Don’t get me wrong — Jack Daniel’s is a very impressive company. Its sales growth over the past 40 years is mind-boggling. During the 1970 and 1980s, most American whiskeys saw their sales drop. They laid off workers and cut back on capital upgrades.

But not the company that Jasper Newton Daniel started 150 years ago. It went gangbusters, helped in no small part by celebrities like Frank Sinatra and Michael Anthony of Van Halen, who guzzled it onstage. (Anthony even had an Old No. 7 electric guitar made.)

And Daniel’s did itself a great favor by taking a rather fanatical attitude toward execution. If they were going to make a bazillions cases a year, they were going to keep quality high. It presently keeps three full-timers on the payroll to do nothing more than burn wood into charcoal, which is used to filter the whiskey after it comes off the still. It continues to use a copper still and gets its barrels from its parent company, Brown-Forman, and nobody else. A Jack Daniel’s microbiologist cultures the yeast it uses by the thousands of gallons, and the lactobacillus for its sour mash. To call the Jack Daniel’s distilling crew control freaks is both accurate and a high compliment. No wonder the stuff sells in 160 countries.

Yet, I long have had a very soft spot in my heart for George Dickel, which is sometimes called “that other Tennessee whiskey.” Way back in 2001, I decided to do a side-by-side tasting of Daniel’s and Dickel. I sure liked Jack Daniels No. 7, which was 86 proof back then. (It’s 80 proof now.) I liked George Dickel No. 12 a lot more.

The George Dickel distillery is a mere seven miles from its hulking Lynchburg neighbor, but it feels a world apart. It is tucked in Cascade Hollow in Tullahoma, where cellphone coverage is spotty at best. Whereas 300,000 tourists flock to Jack Daniel’s annually, Dickel’s parking lot has room for maybe 20 cars.

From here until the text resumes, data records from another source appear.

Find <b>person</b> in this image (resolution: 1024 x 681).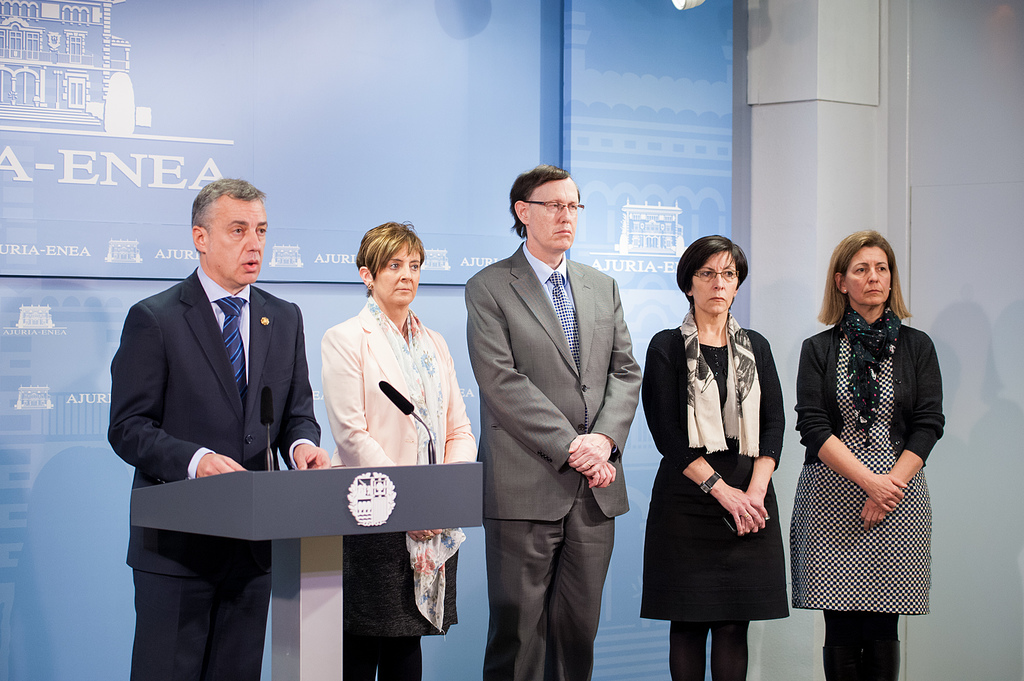
locate(117, 160, 314, 664).
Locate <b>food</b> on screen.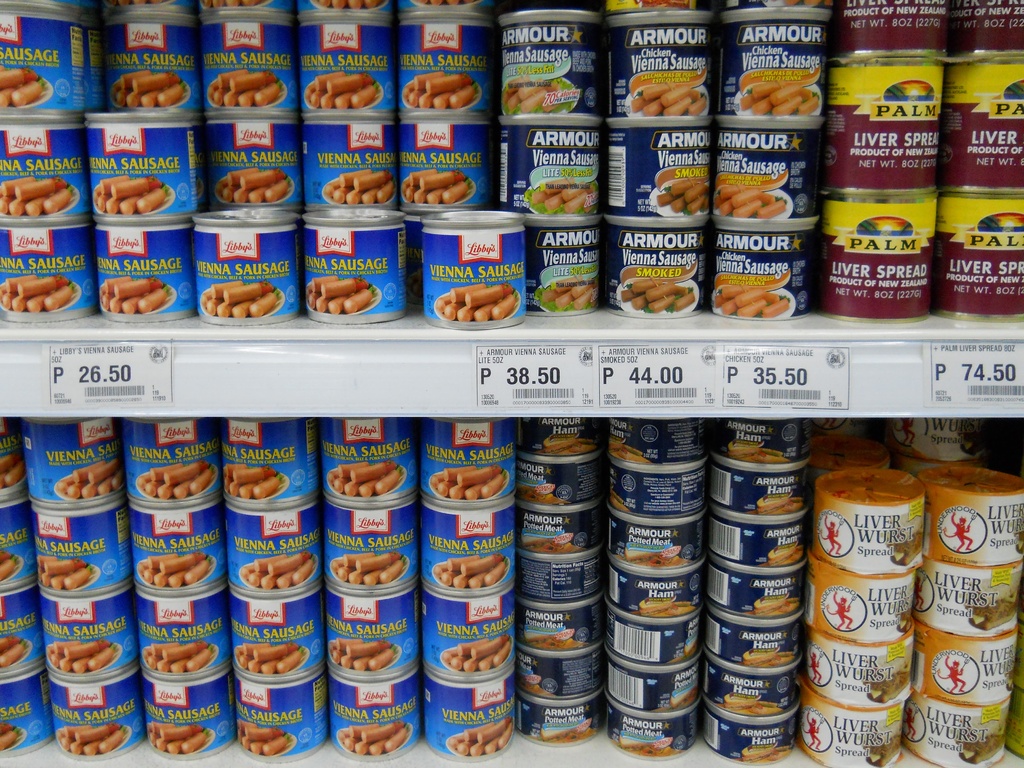
On screen at {"left": 35, "top": 555, "right": 92, "bottom": 593}.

The Cascade Creek winds through the property, and like other Tennessee waterways, it does not lack for snakes. “Copperheads?” asked Brian Downing, a Dickel brand ambassador, when he saw me pointing toward three snakes writhing on a creek rock. Nope, just common water snakes enjoying the sunshine and doing their best to make more snakes.

There is a nice little tasting room with buck heads mounted on the wall, and a modest gift shop. Growing sales have inspired them to renovate the place a bit, but it remains utterly without pretense. The first employee I met, Michael, sported overalls, and we talked about hats and where to buy good ones. His mother worked at Dickel in the 1960s – the first to toil in the still house.

Dickel’s distillery is small — there are nine tanks for fermenting and one still system. They fill around 250 53-gallons barrels in a day, but they make whiskey only four days per week. The distillery looks much as it did when it opened in 1957. There are no computers — a cast-iron scale is used to measure grains and a Dr. Strangelove-era machine scrawls out still-instrument readings. The guys who make the whiskey have been around for years.

And it works. I like each Dickel whiskey, which Tennesseans cussedly insist on spelling “whisky.” Dickel’s No. 8 brand black label is a solid everyday whiskey — much less sweet than JD’s No. 7 — and No. 12 is even more flavorful. Both are quite affordable for their quality. Dickel does shave some higher-end hooch. It’s Barrel-Select goes for $45 and its Single Barrel runs twice that. These are whiskey-geek whiskies, boldly flavorful spirits that are best enjoyed neat and small savoring sips.

Then there is the ultrarare Dickel 17-year-old whiskey. It was an accident, Downing reports. Dickel misrecorded a small number of its inventory when it was moving some barrels around. It marked the old barrels as just filled with liquor instead of just relocated on that date, and did not realize the error for a few years. That is the sort of thing that can happen when you run a distillery in an old-timey way.

This glorious goof is a Tennessee whisky unlike any other. It oozes dried fruit and nuts, and tastes like a cross between port and whiskey. It runs $75 for a half-sized bottle (375 ml), and was a serendipitous and delicious conclusion to my week on the American Whiskey Trail.